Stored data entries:
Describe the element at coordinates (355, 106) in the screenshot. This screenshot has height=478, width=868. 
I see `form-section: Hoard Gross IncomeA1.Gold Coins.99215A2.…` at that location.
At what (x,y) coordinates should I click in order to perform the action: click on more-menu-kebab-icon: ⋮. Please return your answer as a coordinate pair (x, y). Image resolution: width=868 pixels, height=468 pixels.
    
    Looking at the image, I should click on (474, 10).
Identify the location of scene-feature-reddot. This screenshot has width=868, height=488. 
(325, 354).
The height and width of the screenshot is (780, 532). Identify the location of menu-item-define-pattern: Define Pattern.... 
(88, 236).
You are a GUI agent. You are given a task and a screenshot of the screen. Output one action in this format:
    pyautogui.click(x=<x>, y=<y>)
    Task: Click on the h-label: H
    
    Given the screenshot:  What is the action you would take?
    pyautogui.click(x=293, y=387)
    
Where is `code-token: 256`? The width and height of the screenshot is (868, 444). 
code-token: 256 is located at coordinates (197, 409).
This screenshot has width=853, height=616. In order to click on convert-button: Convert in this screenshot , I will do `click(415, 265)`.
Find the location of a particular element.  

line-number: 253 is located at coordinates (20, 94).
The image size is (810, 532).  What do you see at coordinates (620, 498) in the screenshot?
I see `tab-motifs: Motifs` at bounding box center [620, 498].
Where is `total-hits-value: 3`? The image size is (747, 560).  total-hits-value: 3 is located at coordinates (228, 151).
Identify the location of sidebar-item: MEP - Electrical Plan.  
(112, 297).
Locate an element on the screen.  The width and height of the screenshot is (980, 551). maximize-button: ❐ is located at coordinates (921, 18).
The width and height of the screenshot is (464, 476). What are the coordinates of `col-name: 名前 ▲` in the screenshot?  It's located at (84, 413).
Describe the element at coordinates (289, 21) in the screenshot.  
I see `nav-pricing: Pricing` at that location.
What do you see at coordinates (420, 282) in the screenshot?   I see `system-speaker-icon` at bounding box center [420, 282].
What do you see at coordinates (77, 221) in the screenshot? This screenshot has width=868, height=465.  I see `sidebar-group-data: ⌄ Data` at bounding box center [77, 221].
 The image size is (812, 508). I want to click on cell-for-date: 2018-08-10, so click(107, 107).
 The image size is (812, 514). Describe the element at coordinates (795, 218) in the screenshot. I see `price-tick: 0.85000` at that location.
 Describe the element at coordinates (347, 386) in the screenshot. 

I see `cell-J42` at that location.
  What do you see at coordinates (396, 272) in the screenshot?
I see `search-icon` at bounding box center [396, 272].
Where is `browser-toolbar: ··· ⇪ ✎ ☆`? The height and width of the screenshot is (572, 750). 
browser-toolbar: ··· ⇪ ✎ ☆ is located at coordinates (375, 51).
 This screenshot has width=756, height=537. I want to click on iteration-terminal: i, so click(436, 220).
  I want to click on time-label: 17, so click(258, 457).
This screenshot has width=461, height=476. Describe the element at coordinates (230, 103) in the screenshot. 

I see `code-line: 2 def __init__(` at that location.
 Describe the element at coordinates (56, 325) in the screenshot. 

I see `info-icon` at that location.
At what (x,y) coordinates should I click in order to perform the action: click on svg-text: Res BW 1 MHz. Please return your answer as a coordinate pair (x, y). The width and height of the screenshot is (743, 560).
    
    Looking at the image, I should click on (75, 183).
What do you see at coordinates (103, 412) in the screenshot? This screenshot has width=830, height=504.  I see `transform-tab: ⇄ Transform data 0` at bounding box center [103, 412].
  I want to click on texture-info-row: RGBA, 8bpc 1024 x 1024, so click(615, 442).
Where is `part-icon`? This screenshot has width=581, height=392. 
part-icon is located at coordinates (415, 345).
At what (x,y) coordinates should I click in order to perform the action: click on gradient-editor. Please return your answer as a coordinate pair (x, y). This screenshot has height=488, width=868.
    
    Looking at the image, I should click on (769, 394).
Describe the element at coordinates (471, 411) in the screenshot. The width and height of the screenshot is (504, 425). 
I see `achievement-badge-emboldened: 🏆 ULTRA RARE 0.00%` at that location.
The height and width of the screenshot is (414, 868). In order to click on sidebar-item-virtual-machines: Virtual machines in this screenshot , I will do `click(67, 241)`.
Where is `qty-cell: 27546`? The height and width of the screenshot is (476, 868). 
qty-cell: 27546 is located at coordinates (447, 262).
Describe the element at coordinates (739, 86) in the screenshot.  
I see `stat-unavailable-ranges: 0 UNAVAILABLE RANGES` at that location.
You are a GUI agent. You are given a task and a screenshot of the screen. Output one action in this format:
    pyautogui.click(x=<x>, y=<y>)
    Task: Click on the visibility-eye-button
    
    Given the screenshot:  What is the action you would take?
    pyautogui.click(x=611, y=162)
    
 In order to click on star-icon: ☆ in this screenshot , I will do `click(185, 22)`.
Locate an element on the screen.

▶ [YOUR TASK]: Your answer must be every record above, retyped exactly.

▶ [OUTPUT FOR THIS EXERCISE]:
Describe the element at coordinates (355, 106) in the screenshot. This screenshot has height=478, width=868. 
I see `form-section: Hoard Gross IncomeA1.Gold Coins.99215A2.…` at that location.
At what (x,y) coordinates should I click in order to perform the action: click on more-menu-kebab-icon: ⋮. Please return your answer as a coordinate pair (x, y). Image resolution: width=868 pixels, height=468 pixels.
    
    Looking at the image, I should click on (474, 10).
Identify the location of scene-feature-reddot. This screenshot has width=868, height=488. 
(325, 354).
The height and width of the screenshot is (780, 532). Identify the location of menu-item-define-pattern: Define Pattern.... 
(88, 236).
You are a GUI agent. You are given a task and a screenshot of the screen. Output one action in this format:
    pyautogui.click(x=<x>, y=<y>)
    Task: Click on the h-label: H
    
    Given the screenshot:  What is the action you would take?
    pyautogui.click(x=293, y=387)
    
Where is `code-token: 256`? The width and height of the screenshot is (868, 444). 
code-token: 256 is located at coordinates (197, 409).
This screenshot has width=853, height=616. In order to click on convert-button: Convert in this screenshot , I will do `click(415, 265)`.
Find the location of a particular element.  

line-number: 253 is located at coordinates (20, 94).
The image size is (810, 532).  What do you see at coordinates (620, 498) in the screenshot?
I see `tab-motifs: Motifs` at bounding box center [620, 498].
Where is `total-hits-value: 3`? The image size is (747, 560).  total-hits-value: 3 is located at coordinates (228, 151).
Identify the location of sidebar-item: MEP - Electrical Plan.  
(112, 297).
Locate an element on the screen.  The width and height of the screenshot is (980, 551). maximize-button: ❐ is located at coordinates (921, 18).
The width and height of the screenshot is (464, 476). What are the coordinates of `col-name: 名前 ▲` in the screenshot?  It's located at (84, 413).
Describe the element at coordinates (289, 21) in the screenshot.  
I see `nav-pricing: Pricing` at that location.
What do you see at coordinates (420, 282) in the screenshot?   I see `system-speaker-icon` at bounding box center [420, 282].
What do you see at coordinates (77, 221) in the screenshot? This screenshot has width=868, height=465.  I see `sidebar-group-data: ⌄ Data` at bounding box center [77, 221].
 The image size is (812, 508). I want to click on cell-for-date: 2018-08-10, so click(107, 107).
 The image size is (812, 514). Describe the element at coordinates (795, 218) in the screenshot. I see `price-tick: 0.85000` at that location.
 Describe the element at coordinates (347, 386) in the screenshot. 

I see `cell-J42` at that location.
  What do you see at coordinates (396, 272) in the screenshot?
I see `search-icon` at bounding box center [396, 272].
Where is `browser-toolbar: ··· ⇪ ✎ ☆`? The height and width of the screenshot is (572, 750). 
browser-toolbar: ··· ⇪ ✎ ☆ is located at coordinates (375, 51).
 This screenshot has width=756, height=537. I want to click on iteration-terminal: i, so click(436, 220).
  I want to click on time-label: 17, so click(258, 457).
This screenshot has width=461, height=476. Describe the element at coordinates (230, 103) in the screenshot. 

I see `code-line: 2 def __init__(` at that location.
 Describe the element at coordinates (56, 325) in the screenshot. 

I see `info-icon` at that location.
At what (x,y) coordinates should I click in order to perform the action: click on svg-text: Res BW 1 MHz. Please return your answer as a coordinate pair (x, y). The width and height of the screenshot is (743, 560).
    
    Looking at the image, I should click on (75, 183).
What do you see at coordinates (103, 412) in the screenshot? This screenshot has width=830, height=504.  I see `transform-tab: ⇄ Transform data 0` at bounding box center [103, 412].
  I want to click on texture-info-row: RGBA, 8bpc 1024 x 1024, so click(615, 442).
Where is `part-icon`? This screenshot has width=581, height=392. 
part-icon is located at coordinates (415, 345).
At what (x,y) coordinates should I click in order to perform the action: click on gradient-editor. Please return your answer as a coordinate pair (x, y). This screenshot has height=488, width=868.
    
    Looking at the image, I should click on (769, 394).
Describe the element at coordinates (471, 411) in the screenshot. The width and height of the screenshot is (504, 425). 
I see `achievement-badge-emboldened: 🏆 ULTRA RARE 0.00%` at that location.
The height and width of the screenshot is (414, 868). In order to click on sidebar-item-virtual-machines: Virtual machines in this screenshot , I will do `click(67, 241)`.
Where is `qty-cell: 27546`? The height and width of the screenshot is (476, 868). 
qty-cell: 27546 is located at coordinates (447, 262).
Describe the element at coordinates (739, 86) in the screenshot.  
I see `stat-unavailable-ranges: 0 UNAVAILABLE RANGES` at that location.
You are a GUI agent. You are given a task and a screenshot of the screen. Output one action in this format:
    pyautogui.click(x=<x>, y=<y>)
    Task: Click on the visibility-eye-button
    
    Given the screenshot:  What is the action you would take?
    pyautogui.click(x=611, y=162)
    
 In order to click on star-icon: ☆ in this screenshot , I will do `click(185, 22)`.
Locate an element on the screen.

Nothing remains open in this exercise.